Calytrix parvivallis


Calytrix parvivallis is a species of flowering plant in the myrtle family Myrtaceae and is endemic a restricted area in the south-west of Western Australia. It is a shrub with decussate, narrowly elliptic leaves and purple flowers with about 45 to 50 stamens in three rows.

Description

Calytrix parvivallis is a shrub that typically grows to a height of. Its leaves are decussate, overlapping to closely spaced and pressed against the stem, narrowly elliptic, long and wide and sessile. There are stipules up to long at the base of the leaves. The flowers are borne on a hairy, funnel-shaped peduncle long with egg-shaped to more or less round lobes long. The floral tube is hairy, long, wide, and narrowly cone-shaped with 10 ribs. The sepals are hairy, fused at the base, with more or less round to elliptic lobes long and wide. The petals are purple, glabrous, elliptic to egg-shaped, mostly long and wide, and there are about 45 to 50 stamens in three rows.

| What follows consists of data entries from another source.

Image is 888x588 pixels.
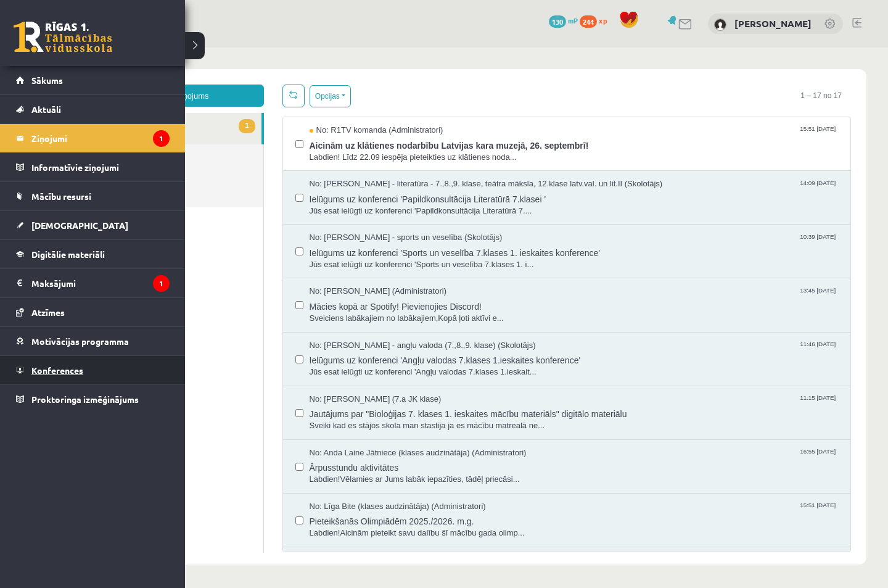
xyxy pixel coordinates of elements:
[153,130,170,147] i: 1
[549,16,566,28] span: 130
[748,346,789,356] span: 11:15 [DATE]
[260,357,790,373] span: Jautājums par "Bioloģijas 7. klases 1. ieskaites mācību materiāls" digitālo materiālu
[37,66,212,97] a: 1Ienākošie
[748,238,789,247] span: 13:45 [DATE]
[31,335,129,347] span: Motivācijas programma
[748,292,789,302] span: 11:46 [DATE]
[37,129,214,160] a: Dzēstie
[31,75,63,86] span: Sākums
[260,411,790,427] span: Ārpusstundu aktivitātes
[260,346,392,358] span: No: [PERSON_NAME] (7.a JK klase)
[260,131,790,169] a: No: [PERSON_NAME] - literatūra - 7.,8.,9. klase, teātra māksla, 12.klase latv.val. un lit.II (Sko...
[260,238,398,250] span: No: [PERSON_NAME] (Administratori)
[31,190,91,202] span: Mācību resursi
[260,131,614,143] span: No: [PERSON_NAME] - literatūra - 7.,8.,9. klase, teātra māksla, 12.klase latv.val. un lit.II (Sko...
[748,453,789,462] span: 15:51 [DATE]
[748,77,789,87] span: 15:51 [DATE]
[260,250,790,265] span: Mācies kopā ar Spotify! Pievienojies Discord!
[153,275,170,292] i: 1
[260,319,790,331] span: Jūs esat ielūgti uz konferenci 'Angļu valodas 7.klases 1.ieskait...
[16,124,170,152] a: Ziņojumi1
[549,16,578,25] a: 130 mP
[260,303,790,319] span: Ielūgums uz konferenci 'Angļu valodas 7.klases 1.ieskaites konference'
[260,292,486,304] span: No: [PERSON_NAME] - angļu valoda (7.,8.,9. klase) (Skolotājs)
[31,365,83,376] span: Konferences
[16,327,170,356] a: Motivācijas programma
[260,453,437,465] span: No: Līga Bite (klases audzinātāja) (Administratori)
[260,400,477,412] span: No: Anda Laine Jātniece (klases audzinātāja) (Administratori)
[748,400,789,409] span: 16:55 [DATE]
[260,77,790,115] a: No: R1TV komanda (Administratori) 15:51 [DATE] Aicinām uz klātienes nodarbību Latvijas kara muzej...
[16,269,170,297] a: Maksājumi1
[742,37,801,59] span: 1 – 17 no 17
[31,306,65,317] span: Atzīmes
[580,16,613,25] a: 244 xp
[260,77,394,89] span: No: R1TV komanda (Administratori)
[16,95,170,123] a: Aktuāli
[16,240,170,268] a: Digitālie materiāli
[16,211,170,239] a: [DEMOGRAPHIC_DATA]
[568,16,578,25] span: mP
[37,97,214,129] a: Nosūtītie
[31,104,61,115] span: Aktuāli
[16,66,170,94] a: Sākums
[37,37,214,59] a: Jauns ziņojums
[714,19,727,31] img: Kirils Ivaņeckis
[16,298,170,326] a: Atzīmes
[16,356,170,384] a: Konferences
[260,373,790,384] span: Sveiki kad es stājos skola man stastija ja es mācību matrealā ne...
[31,124,170,152] legend: Ziņojumi
[31,153,170,182] legend: Informatīvie ziņojumi
[16,182,170,211] a: Mācību resursi
[260,185,790,223] a: No: [PERSON_NAME] - sports un veselība (Skolotājs) 10:39 [DATE] Ielūgums uz konferenci 'Sports un...
[31,269,170,297] legend: Maksājumi
[748,131,789,140] span: 14:09 [DATE]
[260,465,790,480] span: Pieteikšanās Olimpiādēm 2025./2026. m.g.
[16,153,170,182] a: Informatīvie ziņojumi
[260,400,790,438] a: No: Anda Laine Jātniece (klases audzinātāja) (Administratori) 16:55 [DATE] Ārpusstundu aktivitāte...
[260,143,790,158] span: Ielūgums uz konferenci 'Papildkonsultācija Literatūrā 7.klasei '
[31,249,104,260] span: Digitālie materiāli
[599,16,607,25] span: xp
[13,22,112,52] a: Rīgas 1. Tālmācības vidusskola
[260,265,790,277] span: Sveiciens labākajiem no labākajiem,Kopā ļoti aktīvi e...
[16,385,170,413] a: Proktoringa izmēģinājums
[260,480,790,491] span: Labdien!Aicinām pieteikt savu dalību šī mācību gada olimp...
[260,197,790,211] span: Ielūgums uz konferenci 'Sports un veselība 7.klases 1. ieskaites konference'
[260,292,790,331] a: No: [PERSON_NAME] - angļu valoda (7.,8.,9. klase) (Skolotājs) 11:46 [DATE] Ielūgums uz konferenci...
[260,211,790,223] span: Jūs esat ielūgti uz konferenci 'Sports un veselība 7.klases 1. i...
[260,89,790,104] span: Aicinām uz klātienes nodarbību Latvijas kara muzejā, 26. septembrī!
[260,37,302,60] button: Opcijas
[260,185,453,197] span: No: [PERSON_NAME] - sports un veselība (Skolotājs)
[734,17,812,30] a: [PERSON_NAME]
[260,346,790,384] a: No: [PERSON_NAME] (7.a JK klase) 11:15 [DATE] Jautājums par "Bioloģijas 7. klases 1. ieskaites mā...
[189,72,205,86] span: 1
[260,158,790,170] span: Jūs esat ielūgti uz konferenci 'Papildkonsultācija Literatūrā 7....
[748,185,789,193] span: 10:39 [DATE]
[31,394,139,405] span: Proktoringa izmēģinājums
[580,16,597,28] span: 244
[260,104,790,116] span: Labdien! Līdz 22.09 iespēja pieteikties uz klātienes noda...
[260,427,790,438] span: Labdien!Vēlamies ar Jums labāk iepazīties, tādēļ priecāsi...
[260,238,790,276] a: No: [PERSON_NAME] (Administratori) 13:45 [DATE] Mācies kopā ar Spotify! Pievienojies Discord! Sve...
[260,453,790,491] a: No: Līga Bite (klases audzinātāja) (Administratori) 15:51 [DATE] Pieteikšanās Olimpiādēm 2025./20...
[31,220,129,231] span: [DEMOGRAPHIC_DATA]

Flowering occurs in October.

Taxonomy

Calytrix parvivallis was first formally described in 1987 by Lyndley Craven in the journal Brunonia from specimens collected near Minnivale, east of Dowerin in 1963. The specific epithet means 'small valley', a translation of the type location.

Distribution and habitat

This species of Calytrix grows on sand and red loam in the Minnivale district, in the Avon Wheatbelt bioregion of south-western Western Australia.

Conservation status

Calytrix parvivallis is listed as "Priority Two" by the Government of Western Australia Department of Biodiversity, Conservation and Attractions, meaning that it is poorly known and from one or a few locations.